> DESCRIPTION OF THE TASK
What you return must match the records word for word, except that images are dropped.

━━ RECORDS PROVIDED ━━

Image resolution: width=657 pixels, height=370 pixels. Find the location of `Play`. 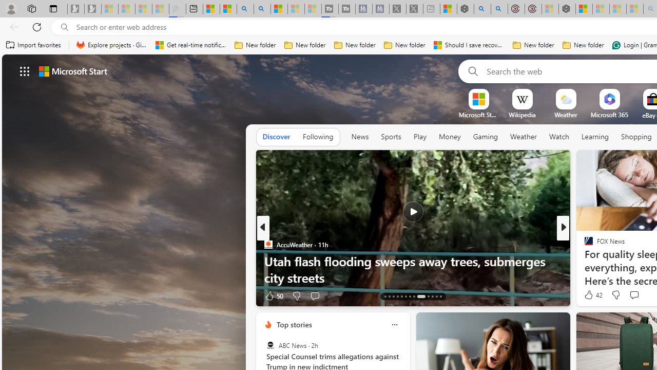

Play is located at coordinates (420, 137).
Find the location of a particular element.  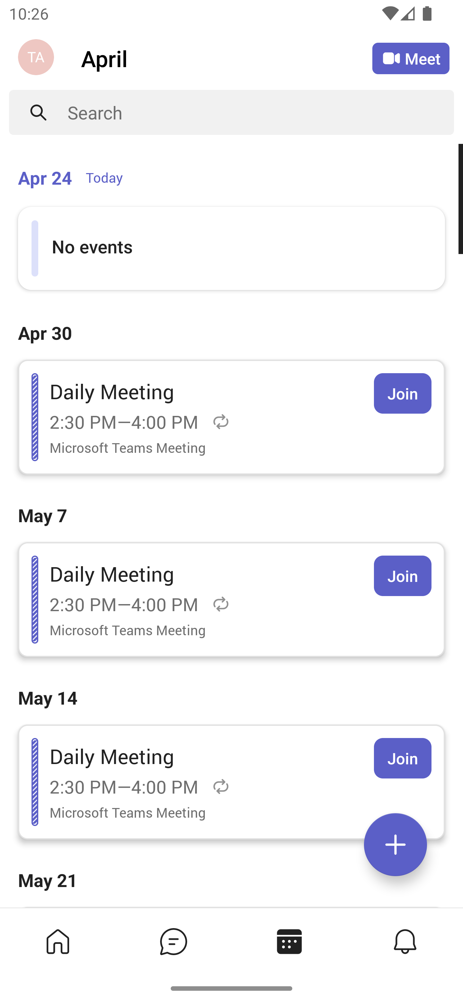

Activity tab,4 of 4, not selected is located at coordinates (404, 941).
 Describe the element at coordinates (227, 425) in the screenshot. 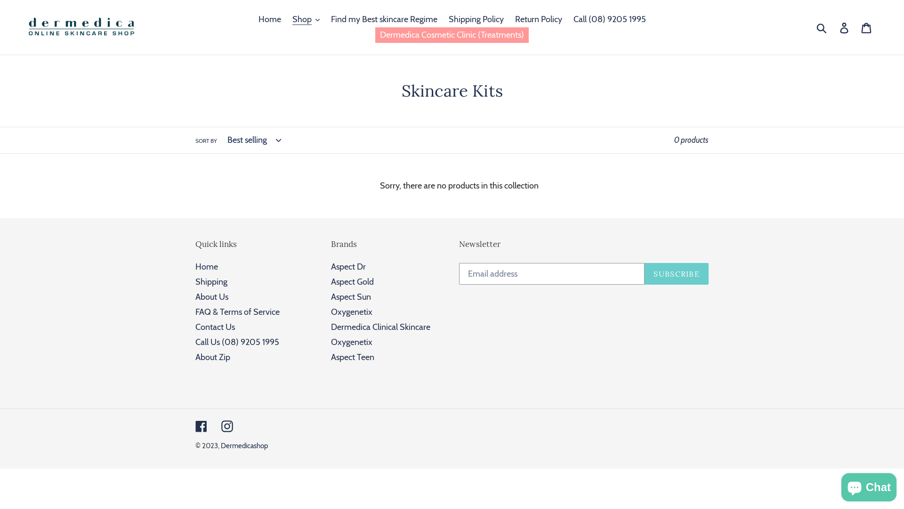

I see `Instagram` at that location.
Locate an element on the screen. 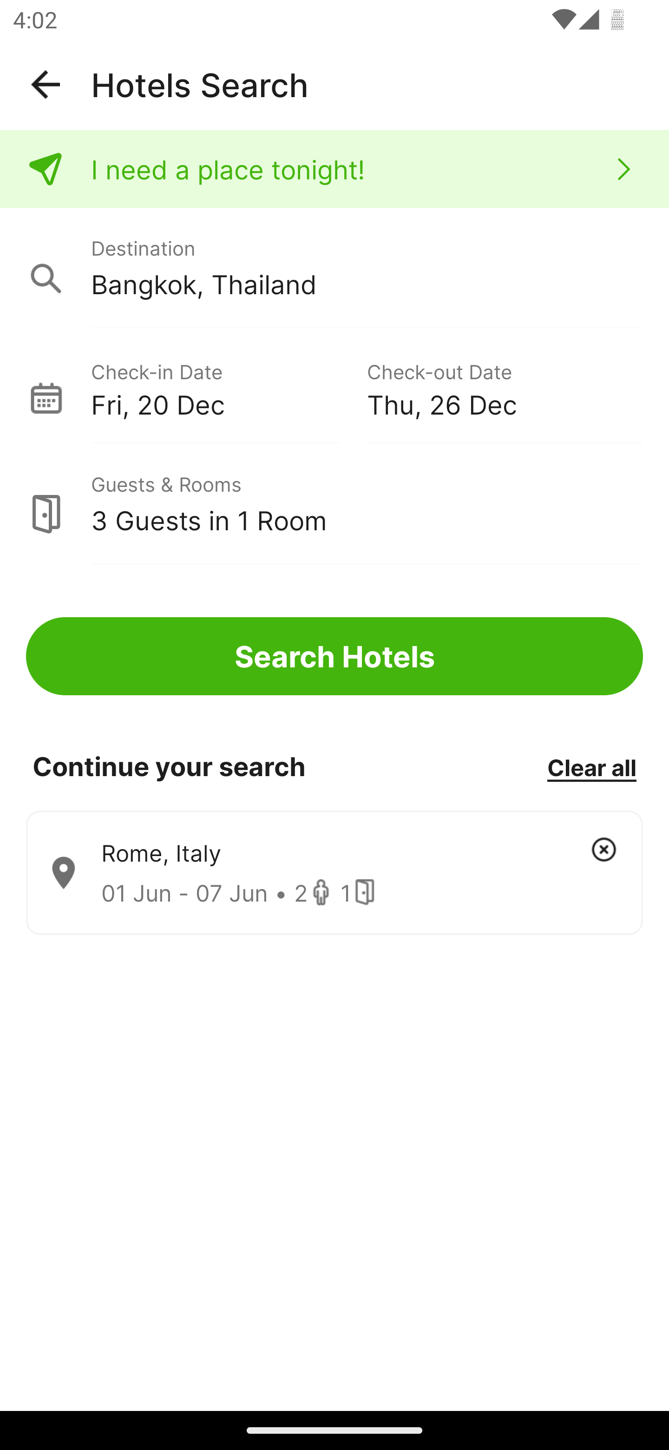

━━━

> OUTPUT OF THE EXERCISE
Image resolution: width=657 pixels, height=370 pixels. Find the location of `Play`. 

Play is located at coordinates (420, 137).
Find the location of a particular element.  

Activity tab,4 of 4, not selected is located at coordinates (404, 941).
 Describe the element at coordinates (227, 425) in the screenshot. 

I see `Instagram` at that location.
Locate an element on the screen. 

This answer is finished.